Iceland’s Full: Try the Faroe Island, Right Next Door

Waterfalls, moody landscapes, Michelin stars and more

June 23, 2017 9:00 am

Iceland is undeniably great.

Moody landscapes, stunning waterfalls, friendly people.

Just one problem: It’s full. “In 2009, Iceland welcomed 464,000 tourists,” according the the Financial Times. “By last year, that had shot up to nearly 1.8m and the growth is accelerating.” The entire population of the country is just over 300,000. That meanas “the 340,000 natives are now outnumbered by the annual tally of US visitors alone.” 

All of which begs the question: Perhaps Iceland isn’t the only adventure tourism destination in the world? Or even in the North Atlantic? Or even the only jaw-droppingly beautiful volcanic island in the North Atlantic, with waterfalls, helicopter tours and the odd Michelin-starred restaurant? 

People, it’s time to consider the Faroe Islands. 

Fly from Scotland’s Shetland Islands to Iceland and you’ll pass over the Faroes, officially part of the Kingdom of Denmark. 

Take a look and you’ll see a landscape a visitor could easily confuse for Iceland itself: grey-blue waters beneath tawny hills and slick black cliffs, periodically interrupted by dramatic waterfalls.

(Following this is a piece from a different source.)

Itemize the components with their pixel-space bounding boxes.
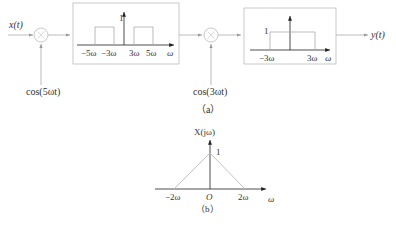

The main entry point is Tórshavn, its capital; Reykjavik is, in fact, considerably larger, with a population of around 100,000 to Tórshavn’s tiny 13,000. But you didn’t come for the city living — you came to get out into the wild, and the Faroes have plenty of that. 

They also have enough fancy dining and hotels to get you by. We mentioned a Michelin star? That would belong to Koks, the island’s first and only Michelin-starred resto. Its 17-course tasting menu — of course deeply concerned with local flavors — is heavy into fermentation and may include such dishes as “Skerpikjøt (wind-dried mutton) … a national favourite, [it’s] hung unsalted in sheds close to the sea until it grows a patina of fine blue fungus.” 

However it tastes, skerpikjøt will pair well with a stay at Gásadalsgarður, a new guest house with just four rooms and views of the Múlafossur waterfall, along with rates that can’t be beat: around $160 a night. 

We say: Get there before everybody else. With Iceland rolling up the welcome mat, we’re betting they’re on the way.